Festival Theatre
Red Dust Road
Lyceum Theatre
Mary Brennan
four stars
The life that unfolds on-stage is, in its characters and details, quite specifically that of Jackie Kay, poet and novelist and currently Scotland’s Makar. But that life – as a mixed race child adopted in 1961 by a white Glaswegian couple – goes beyond a purely personal memoir: anyone who has been subjected to racial abuse will feel the hurt of the bigotry she endured while anyone who was brought up by adoptive parents will surely understand why – like the huge mirror-cum-portal that stands centre-stage – there’s a piece missing.
Red Dust Road, both as a book and now a play (directed by Dawn Walton, co-produced by the National Theatre of Scotland and HOME, Manchester), is powerfully connected into Kay’s 20-year search for the Nigerian birth-father and Scottish birth-mother who are the absent fragments in the ‘mosaic’ of who she is.
Not that her life with Helen and John, her adoptive parents, was anything but happy – Elaine C Smith and Lewis Howden honour the couple’s innate warmth and unconditional love without being mawkish, filling their home with Communist values and traditional Scottish culture.
Even so, Kay needs to know the who and where she comes from and so, in her forties, she travels to Abuja where the born-again Christian preacher who sired her, regards her as the sin he keeps secret. Stefan Adegbola brings a toweringly self-centred, righteous swagger to the role, and his encounters with Jackie have a boisterous energy in a production where memories – some wistful, some upbeat – arrive at a leisurely pace.
In the book, those episodic memories go back and forth in time. Tanika Gupta’s adaptation is faithful to that structure, which means most of the cast have to age, grow young, then age again – Sasha Frost (as Jackie through the years) is the lynchpin here, stubborn in her quest even when her birth parents seem disinclined to acknowledge her and touchingly radiant when she starts coming into her own skin.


_WORK INSTRUCTION:_ Without leaving anything out, print every line of the data.

Source data
┄┄┄┄┄┄┄┄┄┄

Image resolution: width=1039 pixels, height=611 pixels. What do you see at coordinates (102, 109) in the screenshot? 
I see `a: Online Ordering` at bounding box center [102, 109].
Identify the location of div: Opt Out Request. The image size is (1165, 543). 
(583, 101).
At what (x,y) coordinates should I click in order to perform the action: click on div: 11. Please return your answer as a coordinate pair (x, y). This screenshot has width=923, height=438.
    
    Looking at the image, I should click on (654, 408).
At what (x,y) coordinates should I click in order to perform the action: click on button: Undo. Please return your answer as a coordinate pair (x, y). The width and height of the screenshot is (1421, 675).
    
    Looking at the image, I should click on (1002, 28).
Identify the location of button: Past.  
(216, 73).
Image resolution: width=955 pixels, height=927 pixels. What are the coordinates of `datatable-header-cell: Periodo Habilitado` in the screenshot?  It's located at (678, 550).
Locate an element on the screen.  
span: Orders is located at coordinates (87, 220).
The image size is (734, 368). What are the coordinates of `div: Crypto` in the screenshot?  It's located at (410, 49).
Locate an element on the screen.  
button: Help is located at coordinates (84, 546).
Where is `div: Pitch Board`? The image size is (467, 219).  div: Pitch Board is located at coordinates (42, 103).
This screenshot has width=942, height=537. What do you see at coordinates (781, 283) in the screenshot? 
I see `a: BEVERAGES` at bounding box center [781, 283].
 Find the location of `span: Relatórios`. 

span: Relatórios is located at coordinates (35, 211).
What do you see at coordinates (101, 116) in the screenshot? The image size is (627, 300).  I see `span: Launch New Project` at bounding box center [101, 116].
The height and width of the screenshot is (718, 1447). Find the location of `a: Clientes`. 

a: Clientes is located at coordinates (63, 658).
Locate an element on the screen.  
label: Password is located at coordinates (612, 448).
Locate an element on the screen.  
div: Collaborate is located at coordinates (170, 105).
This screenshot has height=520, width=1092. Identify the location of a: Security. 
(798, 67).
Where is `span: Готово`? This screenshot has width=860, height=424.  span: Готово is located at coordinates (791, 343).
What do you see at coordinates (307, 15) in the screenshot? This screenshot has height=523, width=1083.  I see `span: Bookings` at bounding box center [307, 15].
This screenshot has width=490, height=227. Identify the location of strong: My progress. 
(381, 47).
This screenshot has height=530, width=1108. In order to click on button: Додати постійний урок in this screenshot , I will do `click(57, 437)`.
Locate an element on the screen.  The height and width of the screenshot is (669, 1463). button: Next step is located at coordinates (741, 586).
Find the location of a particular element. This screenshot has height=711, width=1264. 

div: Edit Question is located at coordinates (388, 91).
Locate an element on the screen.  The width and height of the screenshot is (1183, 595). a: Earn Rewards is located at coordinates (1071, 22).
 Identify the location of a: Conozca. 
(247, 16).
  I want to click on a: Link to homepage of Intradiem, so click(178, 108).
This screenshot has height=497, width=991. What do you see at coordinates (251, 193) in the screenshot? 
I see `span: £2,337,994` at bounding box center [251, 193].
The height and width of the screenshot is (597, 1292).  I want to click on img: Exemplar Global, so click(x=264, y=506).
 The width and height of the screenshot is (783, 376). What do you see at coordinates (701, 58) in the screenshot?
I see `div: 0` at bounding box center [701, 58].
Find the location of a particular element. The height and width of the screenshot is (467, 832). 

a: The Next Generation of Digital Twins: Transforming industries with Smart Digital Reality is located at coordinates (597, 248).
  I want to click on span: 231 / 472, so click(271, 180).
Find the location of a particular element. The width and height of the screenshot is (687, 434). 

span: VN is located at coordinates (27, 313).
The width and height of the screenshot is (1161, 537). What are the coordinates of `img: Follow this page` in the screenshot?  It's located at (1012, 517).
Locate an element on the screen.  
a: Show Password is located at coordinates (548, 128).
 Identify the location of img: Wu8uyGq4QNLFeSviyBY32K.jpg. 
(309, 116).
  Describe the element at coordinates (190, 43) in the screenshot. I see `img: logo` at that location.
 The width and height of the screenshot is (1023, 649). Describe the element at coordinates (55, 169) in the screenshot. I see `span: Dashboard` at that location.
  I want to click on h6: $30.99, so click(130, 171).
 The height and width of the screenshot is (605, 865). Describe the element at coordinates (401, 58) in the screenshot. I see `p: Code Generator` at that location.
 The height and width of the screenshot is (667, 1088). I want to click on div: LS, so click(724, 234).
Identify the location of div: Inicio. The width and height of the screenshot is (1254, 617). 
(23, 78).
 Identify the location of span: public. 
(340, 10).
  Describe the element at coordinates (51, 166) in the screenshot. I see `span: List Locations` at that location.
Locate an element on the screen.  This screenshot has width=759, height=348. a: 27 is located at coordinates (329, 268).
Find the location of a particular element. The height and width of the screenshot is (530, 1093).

┄┄┄┄┄┄┄┄┄┄

_THE ANSWER:_
Image resolution: width=1039 pixels, height=611 pixels. What do you see at coordinates (102, 109) in the screenshot? 
I see `a: Online Ordering` at bounding box center [102, 109].
Identify the location of div: Opt Out Request. The image size is (1165, 543). 
(583, 101).
At what (x,y) coordinates should I click in order to perform the action: click on div: 11. Please return your answer as a coordinate pair (x, y). This screenshot has width=923, height=438.
    
    Looking at the image, I should click on (654, 408).
At what (x,y) coordinates should I click in order to perform the action: click on button: Undo. Please return your answer as a coordinate pair (x, y). The width and height of the screenshot is (1421, 675).
    
    Looking at the image, I should click on (1002, 28).
Identify the location of button: Past.  
(216, 73).
Image resolution: width=955 pixels, height=927 pixels. What are the coordinates of `datatable-header-cell: Periodo Habilitado` in the screenshot?  It's located at (678, 550).
Locate an element on the screen.  
span: Orders is located at coordinates (87, 220).
The image size is (734, 368). What are the coordinates of `div: Crypto` in the screenshot?  It's located at (410, 49).
Locate an element on the screen.  
button: Help is located at coordinates (84, 546).
Where is `div: Pitch Board`? The image size is (467, 219).  div: Pitch Board is located at coordinates (42, 103).
This screenshot has width=942, height=537. What do you see at coordinates (781, 283) in the screenshot? 
I see `a: BEVERAGES` at bounding box center [781, 283].
 Find the location of `span: Relatórios`. 

span: Relatórios is located at coordinates (35, 211).
What do you see at coordinates (101, 116) in the screenshot? The image size is (627, 300).  I see `span: Launch New Project` at bounding box center [101, 116].
The height and width of the screenshot is (718, 1447). Find the location of `a: Clientes`. 

a: Clientes is located at coordinates (63, 658).
Locate an element on the screen.  
label: Password is located at coordinates (612, 448).
Locate an element on the screen.  
div: Collaborate is located at coordinates (170, 105).
This screenshot has height=520, width=1092. Identify the location of a: Security. 
(798, 67).
Where is `span: Готово`? This screenshot has width=860, height=424.  span: Готово is located at coordinates (791, 343).
What do you see at coordinates (307, 15) in the screenshot? This screenshot has height=523, width=1083.  I see `span: Bookings` at bounding box center [307, 15].
This screenshot has width=490, height=227. Identify the location of strong: My progress. 
(381, 47).
This screenshot has height=530, width=1108. In order to click on button: Додати постійний урок in this screenshot , I will do `click(57, 437)`.
Locate an element on the screen.  The height and width of the screenshot is (669, 1463). button: Next step is located at coordinates (741, 586).
Find the location of a particular element. This screenshot has height=711, width=1264. 

div: Edit Question is located at coordinates (388, 91).
Locate an element on the screen.  The width and height of the screenshot is (1183, 595). a: Earn Rewards is located at coordinates (1071, 22).
 Identify the location of a: Conozca. 
(247, 16).
  I want to click on a: Link to homepage of Intradiem, so click(178, 108).
This screenshot has height=497, width=991. What do you see at coordinates (251, 193) in the screenshot? 
I see `span: £2,337,994` at bounding box center [251, 193].
The height and width of the screenshot is (597, 1292).  I want to click on img: Exemplar Global, so click(x=264, y=506).
 The width and height of the screenshot is (783, 376). What do you see at coordinates (701, 58) in the screenshot?
I see `div: 0` at bounding box center [701, 58].
Find the location of a particular element. The height and width of the screenshot is (467, 832). 

a: The Next Generation of Digital Twins: Transforming industries with Smart Digital Reality is located at coordinates (597, 248).
  I want to click on span: 231 / 472, so click(271, 180).
Find the location of a particular element. The width and height of the screenshot is (687, 434). 

span: VN is located at coordinates (27, 313).
The width and height of the screenshot is (1161, 537). What are the coordinates of `img: Follow this page` in the screenshot?  It's located at (1012, 517).
Locate an element on the screen.  
a: Show Password is located at coordinates (548, 128).
 Identify the location of img: Wu8uyGq4QNLFeSviyBY32K.jpg. 
(309, 116).
  Describe the element at coordinates (190, 43) in the screenshot. I see `img: logo` at that location.
 The width and height of the screenshot is (1023, 649). Describe the element at coordinates (55, 169) in the screenshot. I see `span: Dashboard` at that location.
  I want to click on h6: $30.99, so click(130, 171).
 The height and width of the screenshot is (605, 865). Describe the element at coordinates (401, 58) in the screenshot. I see `p: Code Generator` at that location.
 The height and width of the screenshot is (667, 1088). I want to click on div: LS, so click(724, 234).
Identify the location of div: Inicio. The width and height of the screenshot is (1254, 617). 
(23, 78).
 Identify the location of span: public. 
(340, 10).
  Describe the element at coordinates (51, 166) in the screenshot. I see `span: List Locations` at that location.
Locate an element on the screen.  This screenshot has width=759, height=348. a: 27 is located at coordinates (329, 268).
Find the location of a particular element. The height and width of the screenshot is (530, 1093).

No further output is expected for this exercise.